← All Stories

The Weight of Things We Keep

dogbearpadel

The bear had been carved from old pine by Elena's father, and it sat on the mantel for seventeen years—gathering dust, watching us fight, watching us forgive, watching it all fall apart anyway. Now it was mine in the divorce, along with the padel racket she'd bought me three Christmases ago when I swore I'd take up a hobby, anything to get me out of the house on weekends.

I hadn't played once.

Barnaby—our dog, now just my dog—limped into the room. His hip dysplasia had worsened since Elena left, or maybe I was just noticing more things now that the house was so quiet. He rested his chin on my knee and looked up with those liquid brown eyes, accusing me of something. Not feeding him enough. Not walking him enough. Not being enough.

"You're right," I told him. "I'm not enough."

The padel club was half-empty on a Tuesday morning. I rented a court, stood there with the racket she'd chosen—the grip still had the price tag on it—and served against the wall. Thwack. The ball ricocheted back, caught me off guard. Thwack again. My shoulder screamed. I was forty-three years old and falling apart.

A woman on the adjacent court watched me between her own rallies. Maybe forty herself, athletic in that way people get when they're trying to outrun something. She waved.

"First time?" she called.

"First time in three years of owning it."

She laughed, and I realized I hadn't heard genuine laughter in months. Not from me, not directed at me.

"I'm Sarah," she said, stepping to the fence. "Want to hit a few?"

So we played padel with the bear still sitting on my mantel at home, with Barnaby waiting by the door, with all the things I'd kept and all the things I'd lost. And somewhere in the rhythm of the game, in the unexpected pleasure of being seen, in the way Sarah didn't ask about the ring line on my finger, I understood that some things you hold onto, and some things you learn to hit back.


◆ DESCRIPTION OF THE TASK ◆
Each entry is to be retyped exactly as it appears, and each image is to be dropped.

◆ STORED DATA ◆
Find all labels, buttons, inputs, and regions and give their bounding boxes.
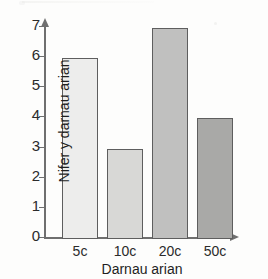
y-tick-label: 0 (32, 228, 40, 243)
y-tick-label: 7 (32, 17, 40, 32)
y-tick-label: 5 (32, 77, 40, 92)
bar-10c (107, 149, 143, 239)
x-axis-title: Darnau arian (44, 262, 240, 276)
scan-artifact-speck (19, 1, 25, 5)
y-tick-label: 2 (32, 168, 40, 183)
y-tick-label: 6 (32, 47, 40, 62)
y-tick-label: 3 (32, 138, 40, 153)
x-category-label-50c: 50c (197, 244, 233, 258)
x-category-label-5c: 5c (62, 244, 98, 258)
plot-area: 01234567 5c10c20c50c Nifer y darnau aria… (44, 18, 240, 239)
y-tick-label: 4 (32, 107, 40, 122)
y-axis-title: Nifer y darnau arian (57, 41, 71, 201)
y-axis-line (44, 26, 46, 239)
x-category-label-10c: 10c (107, 244, 143, 258)
y-tick-label: 1 (32, 198, 40, 213)
scan-artifact-top-crop (22, 1, 154, 3)
bar-50c (197, 118, 233, 239)
bar-20c (152, 28, 188, 239)
bar-chart-figure: 01234567 5c10c20c50c Nifer y darnau aria… (0, 0, 268, 279)
x-category-label-20c: 20c (152, 244, 188, 258)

◆ YOUR RESPONSE ◆
Find all labels, buttons, inputs, and regions and give their bounding boxes.
y-tick-label: 0 (32, 228, 40, 243)
y-tick-label: 7 (32, 17, 40, 32)
y-tick-label: 5 (32, 77, 40, 92)
bar-10c (107, 149, 143, 239)
x-axis-title: Darnau arian (44, 262, 240, 276)
scan-artifact-speck (19, 1, 25, 5)
y-tick-label: 2 (32, 168, 40, 183)
y-tick-label: 6 (32, 47, 40, 62)
y-tick-label: 3 (32, 138, 40, 153)
x-category-label-50c: 50c (197, 244, 233, 258)
x-category-label-5c: 5c (62, 244, 98, 258)
plot-area: 01234567 5c10c20c50c Nifer y darnau aria… (44, 18, 240, 239)
y-tick-label: 4 (32, 107, 40, 122)
y-axis-title: Nifer y darnau arian (57, 41, 71, 201)
y-axis-line (44, 26, 46, 239)
x-category-label-10c: 10c (107, 244, 143, 258)
y-tick-label: 1 (32, 198, 40, 213)
scan-artifact-top-crop (22, 1, 154, 3)
bar-50c (197, 118, 233, 239)
bar-20c (152, 28, 188, 239)
bar-chart-figure: 01234567 5c10c20c50c Nifer y darnau aria… (0, 0, 268, 279)
x-category-label-20c: 20c (152, 244, 188, 258)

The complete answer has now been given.